Charlie Hebdo, ten years later: “I still have my father’s press card in my wallet…” Gabrielle tells about her father, Bernard Maris

Charlie Hebdo, ten years later: “I still have my father’s press card in my wallet…” Gabrielle tells about her father, Bernard Maris
Charlie Hebdo, ten years later: “I still have my father’s press card in my wallet…” Gabrielle tells about her father, Bernard Maris

the essential
Economist, teacher, writer, journalist, Bernard Maris was assassinated in the offices of Charlie Hebdo in where he signed under the pseudonym Uncle Bernard. His daughter Gabrielle, production manager at the Théâtre du Capitole in Toulouse, tells of this father of whom she only has good memories.

How do you feel as the anniversary of your father’s death in the Charlie Hebdo offices approaches?

I can’t believe that 10 years have passed. These attacks of 2015 seem so close to me. Birthdays are always a little more painful because we think more about the attack while the rest of the time, I simply think about my father, without thinking about the circumstances of his death.

Also read:
Charlie Hebdo: ten years ago, the shock of the attack, standing in the face of terrorism and hatred

Do you feel accompanied or disturbed in your mourning by these commemorations?

It’s complicated because we, the families of the victims, have a personal history which is intersected by the history of our country. So, we have to learn how to deal with this telescoping. At first it was difficult. Now, I am rather, on the contrary, very grateful for the people who continue to think and make tributes, to think of them and to make them still exist. It touches me a lot.

What do you have left of your father?

Lots of images, lots of laughter and smiles. My father was someone who knew how to point out the little moments when we were happy. He had a phrase that he always said when the two or three of us were together as a family, he said “Who better than us?” “. At the time it made me laugh. Today I love this sentence, it stays with me. And I still have this ability that he passed on to me, namely to identify the moments when we are happy, when we feel good, which are good moments. And I have many, many with him. That’s all I have, I would even say.

What is the most important thing he passed on to you?

Exactly, maybe that, enjoying the present moments. When we were in the forest or on the balcony, he would say to me “Look how beautiful the sky is” and we could look at the sky like that or at the trees whose names he knew all. He loved being on Earth, being alive. And he knew how to do it. He knew how to be part of the living.

And the one he left you?

I still have one of his press cards in my wallet. It evokes what he died for but also what he loved to do. He was a very good teacher, he loved teaching, but his childhood dream was to be a journalist. And he was very happy. I think it was a great joy for him to be able to write. Before Charlie Hebdo, he had written for Le Monde.

You also, two years after the attack, wrote a book which is a message of love for your father without ever mentioning the terrorists. For what ?

I said to myself, I won’t talk about them, but quite simply because I didn’t want to bother with them. I testified at the trial. Those who murdered my father are dead but I met their accomplices.
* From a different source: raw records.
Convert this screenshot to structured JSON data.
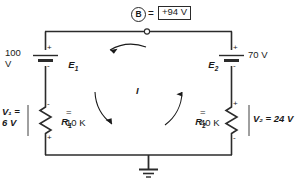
{
  "figure": {
    "type": "circuit-schematic"
  },
  "top_label": {
    "node_name": "B",
    "equals": "=",
    "value": "+94 V"
  },
  "left_source": {
    "value": "100\nV",
    "name": "E",
    "subscript": "1",
    "plus": "+",
    "minus": "-"
  },
  "right_source": {
    "name": "E",
    "subscript": "2",
    "value": "70 V",
    "plus": "+",
    "minus": "-"
  },
  "left_resistor": {
    "drop_label": "V₁ =\n6 V",
    "name": "R",
    "subscript": "1",
    "value": "=\n10 K",
    "top_sign": "-",
    "bottom_sign": "+"
  },
  "right_resistor": {
    "name": "R",
    "subscript": "2",
    "value": "=\n40 K",
    "drop_label": "V₂ = 24 V",
    "top_sign": "+",
    "bottom_sign": "-"
  },
  "current": {
    "label": "I",
    "direction": "counterclockwise"
  },
  "ground": {
    "label": ""
  },
  "colors": {
    "wire": "#2b2b2b",
    "text": "#1a1a1a",
    "background": "#ffffff"
  }
}
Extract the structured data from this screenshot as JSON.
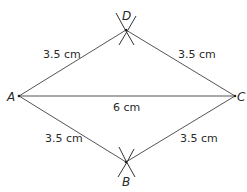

It’s very disturbing because they are part of humanity like us, with the same problems as us, with the same difficulties as us. What makes one choose one side or the other, whether one chooses to become a terrorist or not to be a terrorist, I don’t know? But I don’t want to bother with them.

Also read:
INTERVIEW. Charlie Hebdo, 10 years later: “Pelloux described to me in torrents of tears what he saw” remembers François Hollande

How do you feel when you hear that an attack has just taken place?

I think of the victims and their families. I tell myself that they had this bad luck, that I would have liked to have spared them that.

You work in culture. Do you think it can change the world or maybe calm it down?

So, my father would have said, I think, that art can save the world. He placed artists and researchers at the top of his personal pantheon. I think that culture can do a lot and that art liberates us. He shows us ways we had not imagined. It also upsets us in a good way. And I hope this helps change the world just a little bit.

What will you do on Tuesday for the tenth anniversary of the Charlie attack?

Commemorations will take place in Toulouse but not Tuesday morning. So, I will work. And in fact, there will be a presentation of a model of an upcoming opera at the Théâtre du Capitole. It’s magnificent because we have a director and a team who come to explain their project to us and talk to us about art and their personal commitment. Often, they are committed people. So, I will think of my father who would be happy for me. He would be happy to know that I do this. He would think I’m lucky.